Hi Norman,
we use only one PD declaration (in our example, it is named "modules") that serves as a container for all boot modules provided by core's ROM service. Elfweaver regards the specified files as plain binary data and just concatenates them in the resulting single-image.
Ok, I've wondered how the original linkaddress would be preserved.
Instead you will need to set the breakpoint to the virtual address of your program starting at the virtual address 0x2000000. However, each program is linked to the same virtual address (defined in base-okl4/mk/spec-okl4_x86.mk). So the use of breakpoints when executing multiple processes may still be cumbersome because of the aliasing of the processes' virtual address spaces.
That was a nasty experience when I worked in the l4ka-pistachio case without elfweaver. The gdbserver just sends virtual addresses to the host, where gdb maps them to the currently loaded binary - regardless of the actual running process, indeed.

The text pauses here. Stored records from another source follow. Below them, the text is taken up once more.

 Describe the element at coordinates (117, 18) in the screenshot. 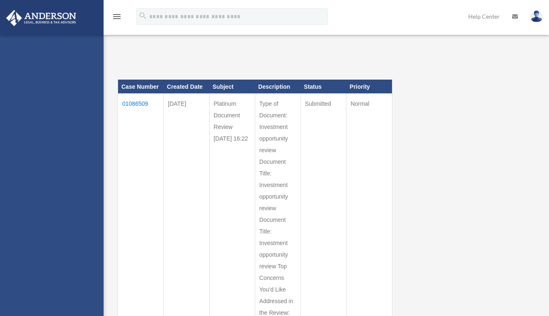

I see `a: menu` at that location.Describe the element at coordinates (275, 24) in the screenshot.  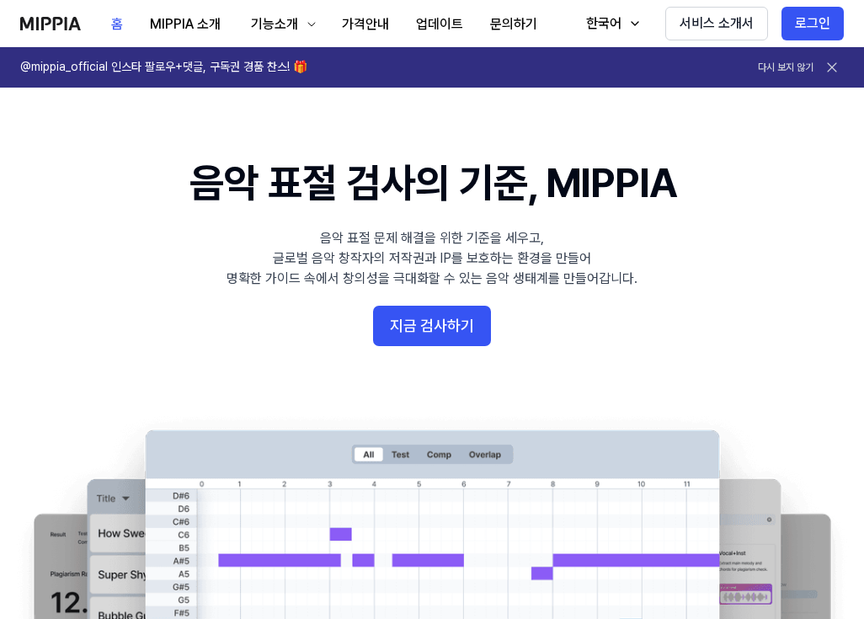
I see `div: 기능소개` at that location.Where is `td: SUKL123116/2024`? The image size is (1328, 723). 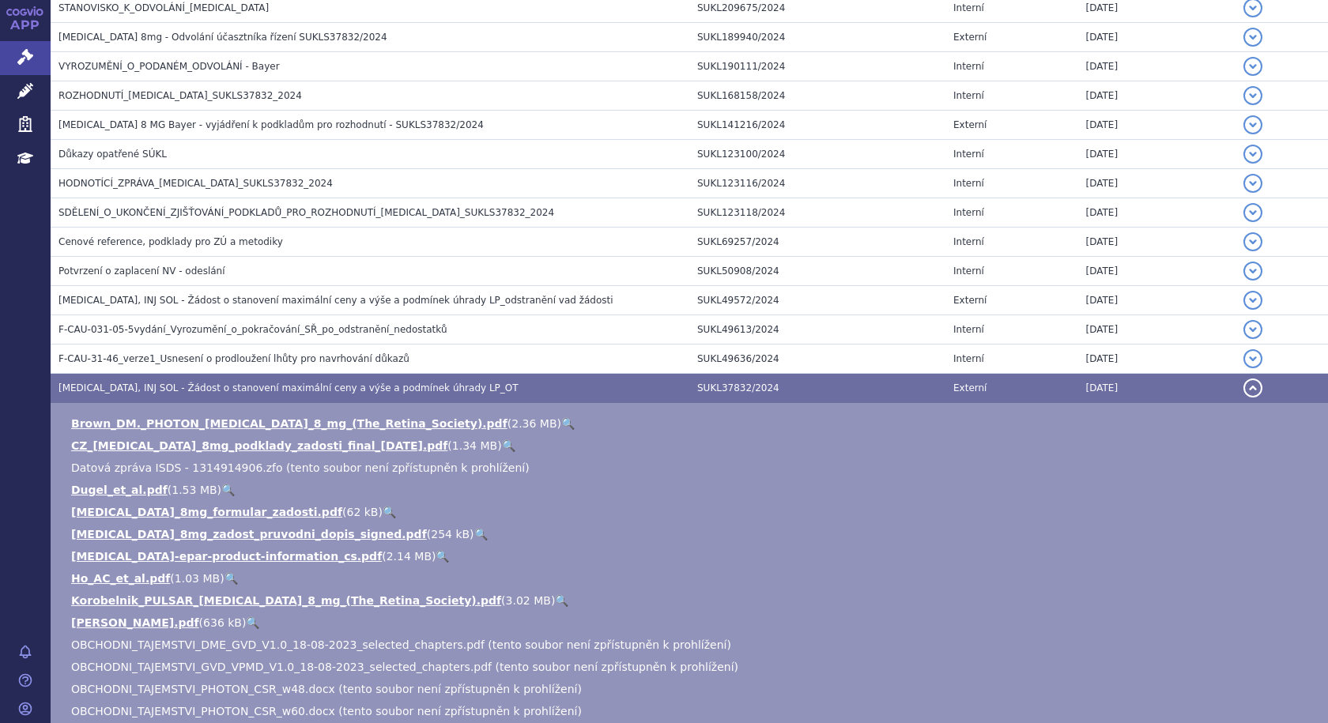
td: SUKL123116/2024 is located at coordinates (817, 183).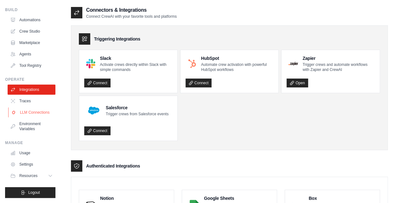  Describe the element at coordinates (30, 10) in the screenshot. I see `div: Build` at that location.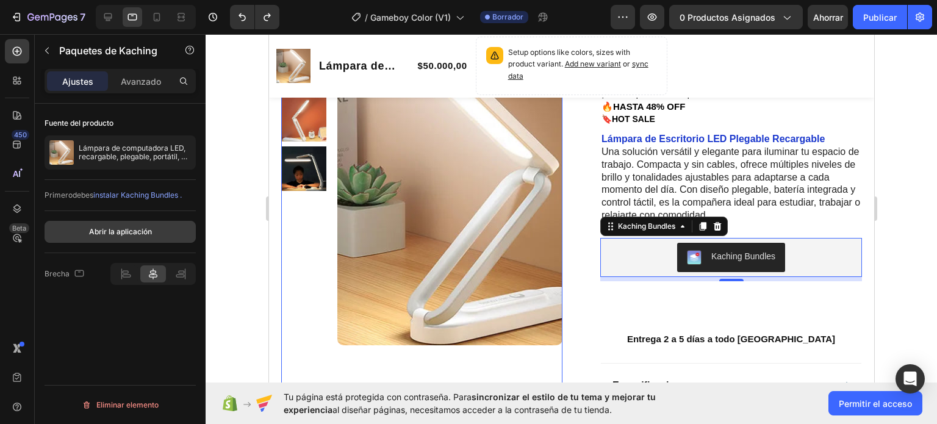 The width and height of the screenshot is (937, 424). I want to click on font: Beta, so click(19, 228).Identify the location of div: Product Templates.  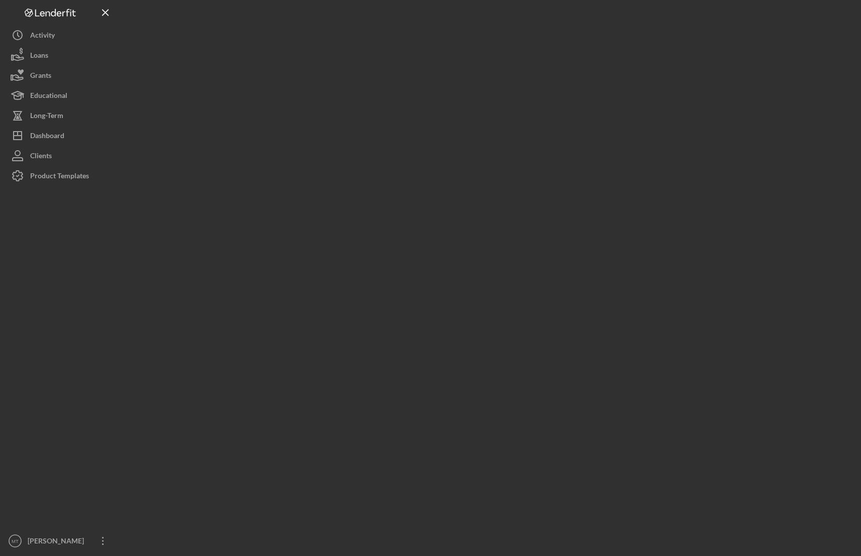
(59, 177).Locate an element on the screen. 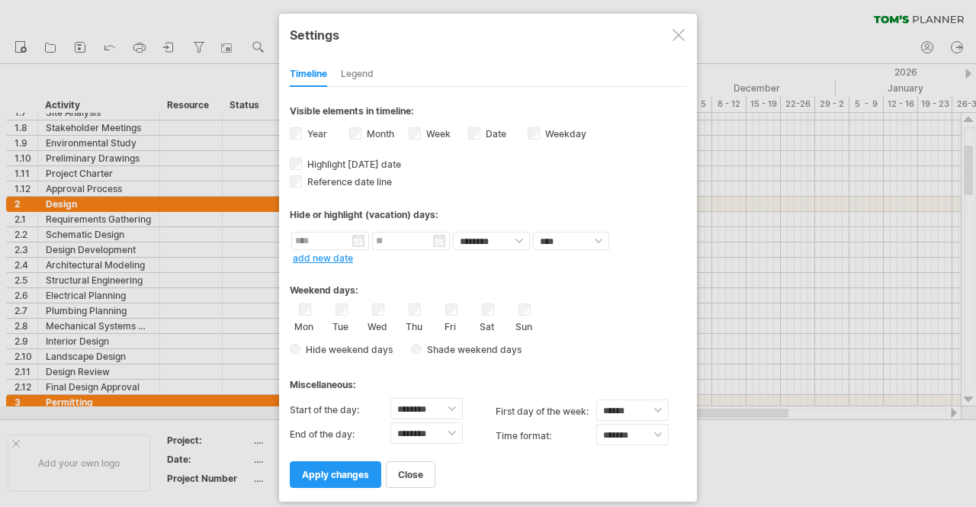  div: Legend is located at coordinates (357, 75).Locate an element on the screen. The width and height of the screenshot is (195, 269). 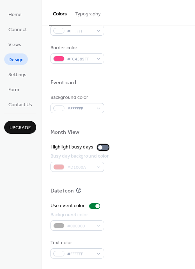
a: Contact Us is located at coordinates (20, 104).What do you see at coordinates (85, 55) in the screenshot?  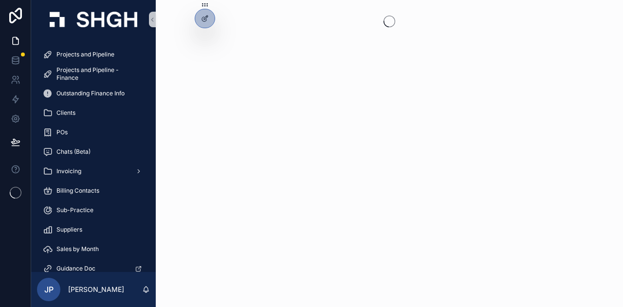 I see `span: Projects and Pipeline` at bounding box center [85, 55].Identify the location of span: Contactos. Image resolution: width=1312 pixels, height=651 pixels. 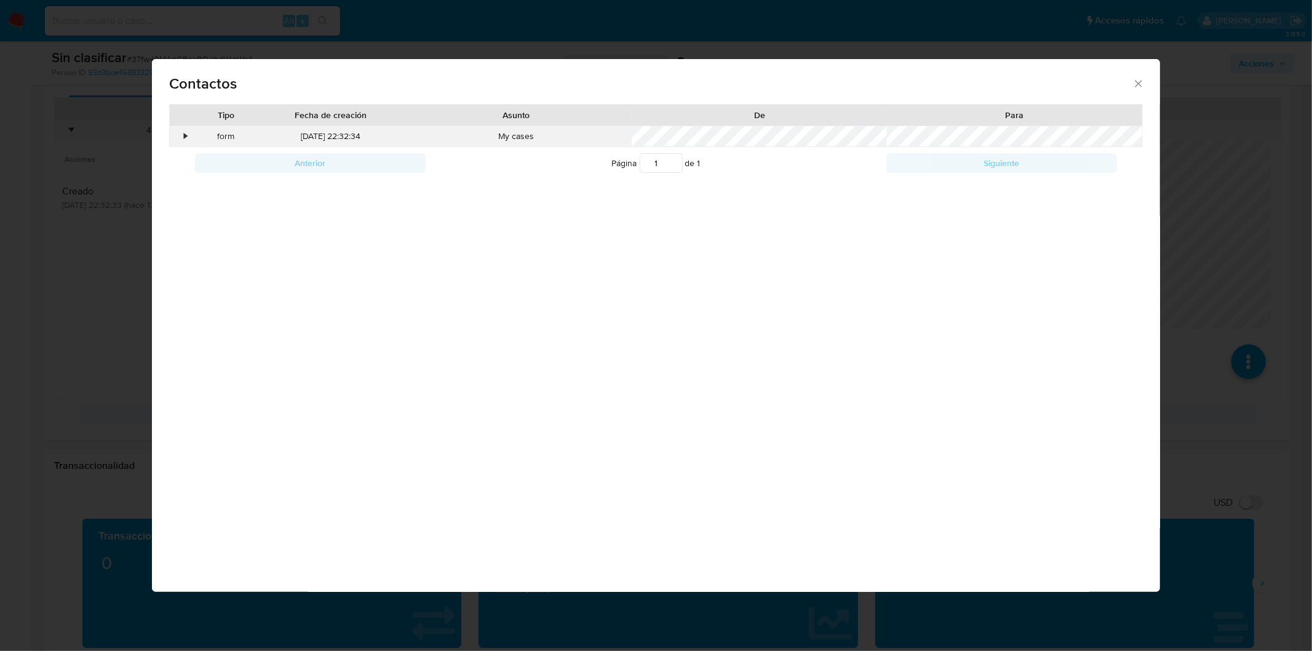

Init chooses the base address as found in the ELF header of your program. Have you already tried using the original link address?
I've just tried loading the symbol file into gdb without providing an extra address and now the behaviour in the elfweaver case is the same as in the l4ka case.
BTW, if you succeed in using qemu for debugging, would you like to write up your experience as a Wiki page at genode.org? I think that your experience could be very valuable for other developers as well.
,-)
Don't consider me so smart that this could be really helpful :)
There are a few ideas so far:
1. Assume the case you have a breakpoint in main. When booting the system, this breakpoint will be triggered several times, and you will have to check each time if you're in the right process (have you seen a printf telling you that your binary is started right now? Does the stack trace make sense? When you see that printf calls dde_thread_main, that could be suspicious. Do your local variables contain sensible data?
This is not really annoying. Things become nasty as soon you start to step through your code and suddenly another thread is scheduled.
If you step by machine instructions rather than by source line, the former won't happen because in this mode, interrupts are disabled (stepping by source line corresponds to a continuation to a next breakpoint). But this is boring when you want to step over more than a few instructions.
2. Enhance the gdbserver
3. Provide a special linkaddress for that program you want to debug just at build time. I think this is the way I'll try out for a start.
And yes, I don't think we'd keep our 'best practices' a secret as soon as we've learned them :)
Thank you for the expeditious explanation.